The Association of Religion Data Archives (ARDA) counts 26,344,933 members of mainline churches versus 39,930,869 members of evangelical Protestant churches in the United States.[xiv] Instead of being Christ’s missionaries to the lost world, mainline liberals are now ostensibly the world’s missionaries to the church. They devote their energy to social issues like trying to legitimize same-sex marriage; lesbian, gay, bisexual, and transgender (LGBT) equality; feminism; and being inclusive of non-Christian religions. Mainline churches include the Episcopal Church, the Evangelical Lutheran Church in America (ELCA), the Presbyterian Church USA (PCUSA), the United Methodist Church (UMC), the American Baptist Churches, the United Church of Christ (Congregationalist), the Disciples of Christ, and the Reformed Church in America, amongst others.
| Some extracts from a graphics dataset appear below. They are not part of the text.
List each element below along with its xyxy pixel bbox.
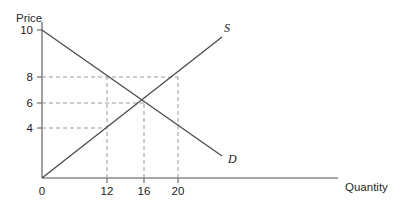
demand-curve-label: D	[227, 152, 237, 166]
axes	[42, 22, 338, 178]
supply-demand-chart: Price Quantity 10 8 6 4 0 12 16 20 S D	[0, 0, 402, 207]
y-tick-label-6: 6	[27, 97, 33, 109]
x-tick-label-16: 16	[138, 185, 151, 197]
guide-lines	[42, 77, 178, 178]
y-axis-title: Price	[16, 12, 42, 24]
y-tick-label-8: 8	[27, 71, 33, 83]
curves	[42, 30, 222, 178]
origin-label: 0	[39, 185, 45, 197]
x-axis-title: Quantity	[345, 181, 388, 193]
y-tick-label-10: 10	[20, 24, 33, 36]
chart-canvas: Price Quantity 10 8 6 4 0 12 16 20 S D	[0, 0, 402, 207]
supply-curve	[42, 37, 222, 178]
x-tick-label-12: 12	[101, 185, 114, 197]
demand-curve	[42, 30, 222, 156]
y-tick-label-4: 4	[27, 122, 34, 134]
supply-curve-label: S	[224, 21, 230, 35]
x-tick-label-20: 20	[172, 185, 185, 197]
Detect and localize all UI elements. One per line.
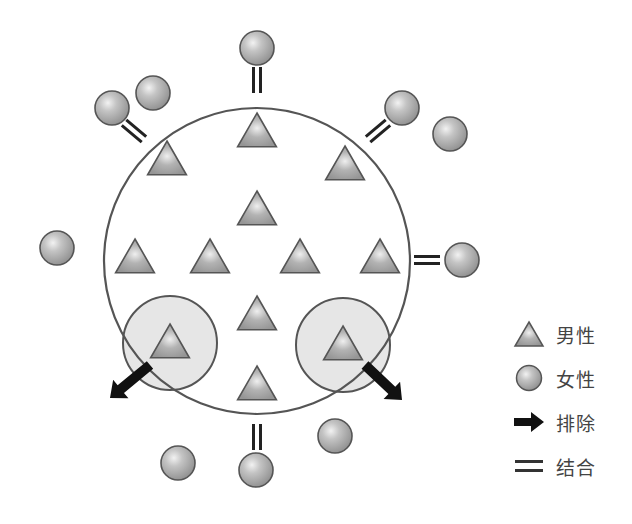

Many of the above reject core doctrines of classical Christianity like substitutionary atonement, leading H. Richard Niebuhr to famously surmise their creed: “A God without wrath brought men without sin into a kingdom without judgment through the ministrations of a Christ without a cross.”[xv] Evangelicals stand in sharp relief.
Evangelicalism is defined as “the movement in modern Christianity, transcending denominational and confessional boundaries, that emphasizes conformity to the basic tenets of the faith and a missionary outreach of compassion and urgency.”[xvi] The name derives from the Greek word for “gospel,” euangelion, and verbeuangelizomai, “to proclaim the good news.” Examples of evangelical denominations are: Assemblies of God, Southern Baptists, Independent Baptists, Bible Church, Black Protestants, African Methodist Episcopal, African Methodist Episcopal Zion; Church of Christ, Churches of God in Christ, Lutheran Church—Missouri Synod, National Baptist Church, National Progressive Baptist Church, nondenominational, Pentecostal denominations, and the Presbyterian Church in America. Some of these are called fundamentalists.
Often maligned, those who will be separated for extreme persecution in the coming war on true Christianity will be known as “extreme fundamentalists.” Part of how they will be ostracized is playing out now, fueled by the same spirits that wanted to rape angels in the days of Lot. Even the new Pope, Francis I is sympathetic to their cause, declaring: "Who am I to judge?"